Half a dozen central London authorities are especially affected by unaccompanied refugee children. Once those children have passed through immigration controls, they throw themselves on local authorities, under section 20 of the Children Act 1989. The Bill will not affect them or that.

The number of such children in Westminster has jumped from 44 to 71 in the past six months. They frequently come in family groups and are thus not suitable for fostering. In residential care, they now cost £2.5 million a year, which is in addition to the £8 million that I earlier quoted, and it is a long-term cost. There was a special Government grant when the numbers were smaller, in 1993-94, but none in either of the two successive years.

The Home Office is responsible for control of entry, the Department of Health for the administration of the 1989 Act, the Overseas Development Administration for relations with some of the countries from which the children come and the Department of the Environment for grant settlement.

I realise that there is strength in numbers, but central Government should take a concerted lead in deciding how the problem should be solved, as its council tax implications, with their consequences for race relations, are clear. Obviously, the children have no prior connection with the local authorities to which they go.

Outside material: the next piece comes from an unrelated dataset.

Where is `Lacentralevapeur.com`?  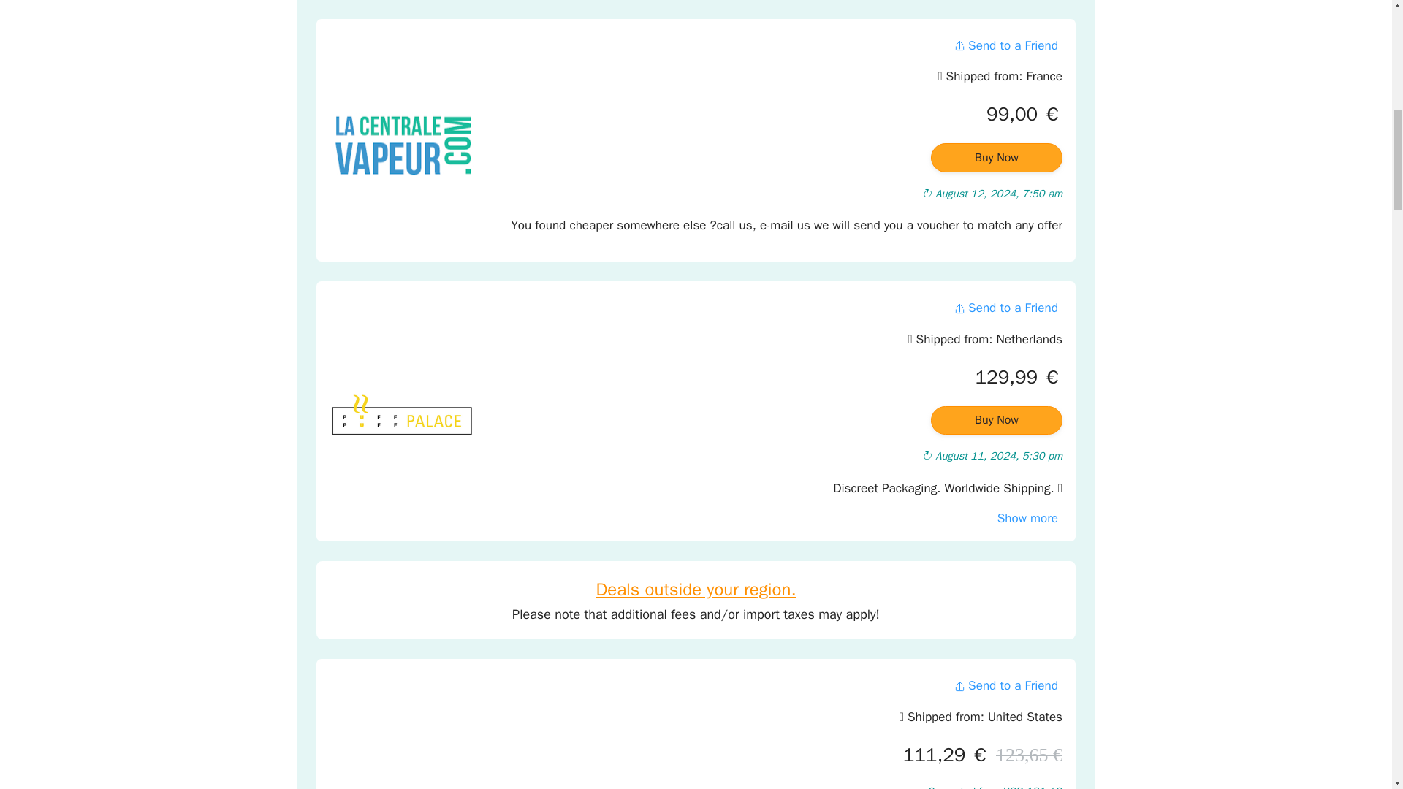 Lacentralevapeur.com is located at coordinates (402, 143).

I said that treatment of that issue by local authorities reflects back to the Bill and its origins. I understand that Camden borough council, of whose committee of community relations I was chairman, now takes a much tougher line in the interpretation of its duties under the 1989 Act, with consequences of the children then presenting themselves elsewhere.

I would not remotely suggest that Camden borough council is being racist in its decisions, but it is imposing transferred burdens on other central London local authorities, just as the tightening of asylum laws in other EC countries has exercised pressure on Her Majesty's Government to introduce the Bill in the interests of good relations in this country. I reiterate my earlier support for it.